Native support for Microsoft Exchange will show up in Snow Leopard.
For the first time, OS X includes native support for Microsoft Exchange 2007 in OS X applications Mail, iCal® and Address Book, making it even easier to integrate Macs into organizations of any size.
The NDA in Apple’s DNA
Apple released more details to Apple developers following Steve Jobs WWDC keynote presentation—under their typically restrictive non-disclosure agreement. It’s the NDA in their DNA.
What we do know is that Apple has decided that, like megahertz and gigahertz of days gone by, new consumer-oriented features no longer matter. What matters, what is highly important for the future is connectivity, interconnectivity, between devices, between users.
However you wish to term it, Apple is gluing together platforms into a unified ecosystem wrapped up in OS X. The Mac. The iPhone. The iPod. All will work seamlessly together in perfect harmony.
Harmony
It isn’t just Apple’s homegrown devices that will benefit from the company’s newfound direction to harmonize our digital tools and hub.
Microsoft Exchange is what the business world speaks, and OS X will speak that language, too.
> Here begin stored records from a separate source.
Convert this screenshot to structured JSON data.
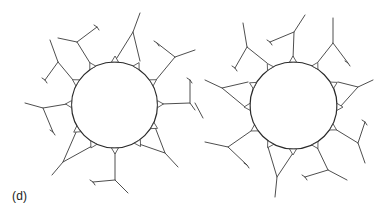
{
  "figure": {
    "panel_label": "(d)",
    "line_color": "#3a3a3a",
    "background": "#ffffff",
    "structures": [
      {
        "name": "left-structure",
        "center": [
          114.5,
          105
        ],
        "radius": 43,
        "anchors": [
          [
            90,
            63
          ],
          [
            115,
            61
          ],
          [
            140,
            61
          ],
          [
            73,
            80
          ],
          [
            156,
            80
          ],
          [
            67,
            104
          ],
          [
            162,
            104
          ],
          [
            77,
            130
          ],
          [
            155,
            127
          ],
          [
            92,
            146
          ],
          [
            115,
            152
          ],
          [
            139,
            144
          ]
        ],
        "branches": [
          [
            [
              73,
              80
            ],
            [
              58,
              62
            ],
            [
              50,
              40
            ]
          ],
          [
            [
              58,
              62
            ],
            [
              45,
              80
            ]
          ],
          [
            [
              90,
              63
            ],
            [
              77,
              42
            ],
            [
              58,
              38
            ]
          ],
          [
            [
              77,
              42
            ],
            [
              97,
              27
            ]
          ],
          [
            [
              115,
              61
            ],
            [
              133,
              32
            ],
            [
              140,
              13
            ]
          ],
          [
            [
              133,
              32
            ],
            [
              140,
              61
            ]
          ],
          [
            [
              156,
              80
            ],
            [
              175,
              57
            ],
            [
              195,
              50
            ]
          ],
          [
            [
              175,
              57
            ],
            [
              157,
              43
            ]
          ],
          [
            [
              162,
              104
            ],
            [
              190,
              103
            ],
            [
              195,
              110
            ]
          ],
          [
            [
              190,
              103
            ],
            [
              190,
              80
            ]
          ],
          [
            [
              67,
              104
            ],
            [
              43,
              108
            ],
            [
              25,
              103
            ]
          ],
          [
            [
              43,
              108
            ],
            [
              53,
              132
            ]
          ],
          [
            [
              77,
              130
            ],
            [
              63,
              162
            ],
            [
              52,
              175
            ]
          ],
          [
            [
              63,
              162
            ],
            [
              92,
              146
            ]
          ],
          [
            [
              115,
              152
            ],
            [
              115,
              180
            ],
            [
              128,
              193
            ]
          ],
          [
            [
              115,
              180
            ],
            [
              93,
              182
            ]
          ],
          [
            [
              155,
              127
            ],
            [
              165,
              153
            ],
            [
              178,
              167
            ]
          ],
          [
            [
              165,
              153
            ],
            [
              139,
              144
            ]
          ]
        ],
        "forks": [
          [
            45,
            80
          ],
          [
            97,
            27
          ],
          [
            157,
            43
          ],
          [
            190,
            80
          ],
          [
            53,
            132
          ],
          [
            93,
            182
          ]
        ]
      },
      {
        "name": "right-structure",
        "center": [
          293.5,
          105.5
        ],
        "radius": 43.5,
        "anchors": [
          [
            293,
            59
          ],
          [
            267,
            63
          ],
          [
            318,
            62
          ],
          [
            338,
            82
          ],
          [
            340,
            107
          ],
          [
            248,
            82
          ],
          [
            245,
            107
          ],
          [
            251,
            131
          ],
          [
            268,
            147
          ],
          [
            293,
            153
          ],
          [
            335,
            129
          ],
          [
            317,
            147
          ]
        ],
        "branches": [
          [
            [
              293,
              59
            ],
            [
              294,
              32
            ],
            [
              305,
              15
            ]
          ],
          [
            [
              294,
              32
            ],
            [
              270,
              42
            ]
          ],
          [
            [
              267,
              63
            ],
            [
              247,
              47
            ],
            [
              243,
              23
            ]
          ],
          [
            [
              247,
              47
            ],
            [
              235,
              68
            ]
          ],
          [
            [
              318,
              62
            ],
            [
              333,
              43
            ],
            [
              333,
              18
            ]
          ],
          [
            [
              333,
              43
            ],
            [
              348,
              63
            ]
          ],
          [
            [
              338,
              82
            ],
            [
              358,
              87
            ],
            [
              373,
              80
            ]
          ],
          [
            [
              358,
              87
            ],
            [
              340,
              107
            ]
          ],
          [
            [
              248,
              82
            ],
            [
              222,
              88
            ],
            [
              205,
              80
            ]
          ],
          [
            [
              222,
              88
            ],
            [
              245,
              107
            ]
          ],
          [
            [
              195,
              103
            ],
            [
              203,
              118
            ]
          ],
          [
            [
              251,
              131
            ],
            [
              228,
              147
            ],
            [
              205,
              142
            ]
          ],
          [
            [
              228,
              147
            ],
            [
              247,
              165
            ]
          ],
          [
            [
              268,
              147
            ],
            [
              277,
              177
            ],
            [
              275,
              197
            ]
          ],
          [
            [
              277,
              177
            ],
            [
              293,
              153
            ]
          ],
          [
            [
              335,
              129
            ],
            [
              358,
              143
            ],
            [
              365,
              163
            ]
          ],
          [
            [
              358,
              143
            ],
            [
              365,
              122
            ]
          ],
          [
            [
              317,
              147
            ],
            [
              328,
              170
            ],
            [
              347,
              180
            ]
          ],
          [
            [
              328,
              170
            ],
            [
              305,
              177
            ]
          ]
        ],
        "forks": [
          [
            270,
            42
          ],
          [
            235,
            68
          ],
          [
            348,
            63
          ],
          [
            247,
            165
          ],
          [
            365,
            122
          ],
          [
            305,
            177
          ]
        ]
      }
    ]
  }
}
Contacts, email, to-do lists, and calendar events will all synchronize in harmony through OS X and MobileMe, whether Mac or Windows.
The iPhone and iPod, and future handheld devices, will all become tethered to on another and work in perfect harmony.
I’d like to teach the world to sing in perfect harmony. I’d like to buy the world a home and furnish it with love, grow apple trees and honey bees, and snow white turtle doves.
The once and future OS X will harmonize our digital lives in ways we never dreamed of or fully appreciated just a few years ago.
Gone are the megahertz and gigahertz wars. Gone are the feature wars between applications and operating systems. It’s all about what works together and Apple makes it work together better than anyone in the technogadget world.
Iceberg Tip
Apple is a disciplined company and does not spill many beans in public. Indeed, the simple news release did not reveal fully what is about to take place over the next few years.
Rather than focusing primarily on new features, Snow Leopard will enhance the performance of OS X, set a new standard for quality and lay the foundation for future OS X innovation. Snow Leopard is optimized for multi-core processors, taps into the vast computing power of graphic processing units (GPUs), enables breakthrough amounts of RAM and features a new, modern media platform with QuickTime X.
Apple’s future is tied up, not wholly in the Mac, but in how OS X runs on Macs, iPhones, iPods, and other devices, including AppleTV, and how they work together in a perfect harmony, perfectly acceptable and required by hundreds of millions of customers.
What other company has such seamless, easy-to-user platform that unites digital devices to a digital hub?